Kerry: Even a Republican president won’t undo Iran nuclear deal

The Republican Senate letter is “absolutely incorrect” on the law, the secretary of state told a Senate panel Wednesday

US Secretary of State John Kerry testifies before the Senate Foreign Relations Committee in Washington, DC, March 11, 2015 (Jim Watson/AFP Photo)
US Secretary of State John Kerry testifies before the Senate Foreign Relations Committee in Washington, DC, March 11, 2015 (Jim Watson/AFP Photo)

Secretary of State John Kerry bluntly told Republicans on Wednesday that they are kidding themselves if they think a GOP president could stroll into the White House in January 2017, pick up a pen, and nullify a nuclear agreement with Iran.

“It’s not going to happen,” Kerry told lawmakers during a frequently contentious Senate Foreign Relations Committee hearing focused on the war against the so-called Islamic State.

The top U.S. diplomat’s dismissive comments came as the United States, with its partners Britain, France, Germany, Russia and China, faces an end-of-March deadline for reaching a framework deal aimed at ensuring that Iran does not develop a nuclear weapon. Tehran admits to extensive nuclear facilities, but claims that it will use nuclear power only for civilian purposes, like generating electricity. Washington and its allies doubt this, noting that the Islamic Republic of Iran has tried to keep large parts of its atomic infrastructure secret.

Kerry acknowledged that a future president could “come in with a different attitude” about the pending deal, but implied that the international consensus would make rolling it back prohibitively difficult.

“I’d like to see the next president, if all of those countries have said, ‘This is good and it’s working,’ turn around and just nullify it on behalf of the United States,” he told the committee.

The issue was raised in an open letter drafted by Sen. Tom Cotton, R-Ark., and signed by 46 fellow Senate Republicans, warning Iran’s leaders that a deal with Obama may not survive past his presidency unless Congress approves the deal. Lawmakers, or Obama’s successor, could modify the arrangement after he leaves office, the letter cautioned. Many Republicans considered likely to run for the White House in 2016 have either signed on to or expressed support in principle for Cotton’s effort.

Obama and congressional Democrats, as well as some well-known Republican foreign policy hands, have denounced the message as undermining the president’s constitutional authority to conduct foreign policy. Republicans in turn have pointed to past instances of Democrats undertaking foreign policy overtures that undermined the executive branch.

“My reaction to the letter was utter disbelief,” Kerry told the committee on Wednesday, adding that if he had been asked to sign on to a similar letter when he was in the Senate, “I guarantee you no matter what the issue and no matter who was president, I would have certainly rejected it.”

Sen. Tom Cotton, R-Ark. arrives to pose for photographers in his office on Capitol Hill in Washington, Wednesday, March 11, 2015. The rookie Republican senator leading the effort to torpedo an agreement with Iran is an Army veteran with a Harvard law degree who has a full record of tough rhetoric against President Barack Obama's foreign policy. (Carolyn Kaster/AP Photo)

Kerry said claims that Congress must approve the agreement are “absolutely incorrect,” and that the letter’s assertion that lawmakers could alter the deal is also mistaken.

“It’s incorrect when it says that Congress could actually modify the terms of the agreement at any time. That’s flat wrong,” he said. “They don’t have the right to modify an agreement reached executive to executive between the leaders of countries.”

In fact, Congress could try to undermine any such agreement by cutting off necessary funding, or passing legislation that conflicts with the agreement. But to do so, it would need a veto-proof majority — and be willing to roll back an agreement that is expected to include intrusive monitoring and inspections of Iran’s suspect nuclear program.

Kerry tried to cool some of the rhetoric in the debate surrounding the letter. The New York Daily News on Tuesday branded the 47 signatories “traitors.”

“No one is questioning anybody’s right to dissent. Any senator can go to the floor any day and raise any of the questions that were raised” in the letter, he said.

But “this risks undermining the confidence” that foreign governments have in the United States and existing agreements, Kerry said.

And telling the world that the only binding deal is one negotiated with Congress, he added, is “both untrue and profoundly a bad suggestion to make.”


Directions: Each entry must be written out again exactly as it stands.

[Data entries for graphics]
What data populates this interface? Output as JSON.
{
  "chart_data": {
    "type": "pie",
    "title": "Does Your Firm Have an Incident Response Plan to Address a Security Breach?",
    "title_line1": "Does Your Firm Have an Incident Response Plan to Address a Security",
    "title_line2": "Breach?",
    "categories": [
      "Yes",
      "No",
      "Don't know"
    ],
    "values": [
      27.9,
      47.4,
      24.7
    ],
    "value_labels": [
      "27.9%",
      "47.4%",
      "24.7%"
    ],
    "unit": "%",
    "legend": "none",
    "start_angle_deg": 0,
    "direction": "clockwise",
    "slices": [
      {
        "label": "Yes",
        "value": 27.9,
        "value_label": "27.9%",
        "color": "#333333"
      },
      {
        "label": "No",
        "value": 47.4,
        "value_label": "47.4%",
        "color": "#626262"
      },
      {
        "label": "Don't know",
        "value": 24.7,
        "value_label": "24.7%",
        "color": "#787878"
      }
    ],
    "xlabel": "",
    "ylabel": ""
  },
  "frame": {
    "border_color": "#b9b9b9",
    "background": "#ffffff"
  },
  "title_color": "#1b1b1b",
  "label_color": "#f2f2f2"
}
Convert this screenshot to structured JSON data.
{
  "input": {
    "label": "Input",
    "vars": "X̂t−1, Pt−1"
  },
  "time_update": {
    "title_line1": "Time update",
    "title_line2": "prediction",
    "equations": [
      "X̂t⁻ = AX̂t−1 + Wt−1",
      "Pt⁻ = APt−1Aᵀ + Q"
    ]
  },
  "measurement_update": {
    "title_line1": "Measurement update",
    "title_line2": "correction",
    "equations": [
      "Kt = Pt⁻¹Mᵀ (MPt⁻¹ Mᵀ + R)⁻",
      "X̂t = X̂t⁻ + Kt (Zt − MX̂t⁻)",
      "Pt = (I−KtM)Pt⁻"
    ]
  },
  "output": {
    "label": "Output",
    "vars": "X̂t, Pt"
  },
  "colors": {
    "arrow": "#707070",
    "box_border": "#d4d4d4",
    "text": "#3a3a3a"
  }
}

Response:
What data populates this interface? Output as JSON.
{
  "chart_data": {
    "type": "pie",
    "title": "Does Your Firm Have an Incident Response Plan to Address a Security Breach?",
    "title_line1": "Does Your Firm Have an Incident Response Plan to Address a Security",
    "title_line2": "Breach?",
    "categories": [
      "Yes",
      "No",
      "Don't know"
    ],
    "values": [
      27.9,
      47.4,
      24.7
    ],
    "value_labels": [
      "27.9%",
      "47.4%",
      "24.7%"
    ],
    "unit": "%",
    "legend": "none",
    "start_angle_deg": 0,
    "direction": "clockwise",
    "slices": [
      {
        "label": "Yes",
        "value": 27.9,
        "value_label": "27.9%",
        "color": "#333333"
      },
      {
        "label": "No",
        "value": 47.4,
        "value_label": "47.4%",
        "color": "#626262"
      },
      {
        "label": "Don't know",
        "value": 24.7,
        "value_label": "24.7%",
        "color": "#787878"
      }
    ],
    "xlabel": "",
    "ylabel": ""
  },
  "frame": {
    "border_color": "#b9b9b9",
    "background": "#ffffff"
  },
  "title_color": "#1b1b1b",
  "label_color": "#f2f2f2"
}
Convert this screenshot to structured JSON data.
{
  "input": {
    "label": "Input",
    "vars": "X̂t−1, Pt−1"
  },
  "time_update": {
    "title_line1": "Time update",
    "title_line2": "prediction",
    "equations": [
      "X̂t⁻ = AX̂t−1 + Wt−1",
      "Pt⁻ = APt−1Aᵀ + Q"
    ]
  },
  "measurement_update": {
    "title_line1": "Measurement update",
    "title_line2": "correction",
    "equations": [
      "Kt = Pt⁻¹Mᵀ (MPt⁻¹ Mᵀ + R)⁻",
      "X̂t = X̂t⁻ + Kt (Zt − MX̂t⁻)",
      "Pt = (I−KtM)Pt⁻"
    ]
  },
  "output": {
    "label": "Output",
    "vars": "X̂t, Pt"
  },
  "colors": {
    "arrow": "#707070",
    "box_border": "#d4d4d4",
    "text": "#3a3a3a"
  }
}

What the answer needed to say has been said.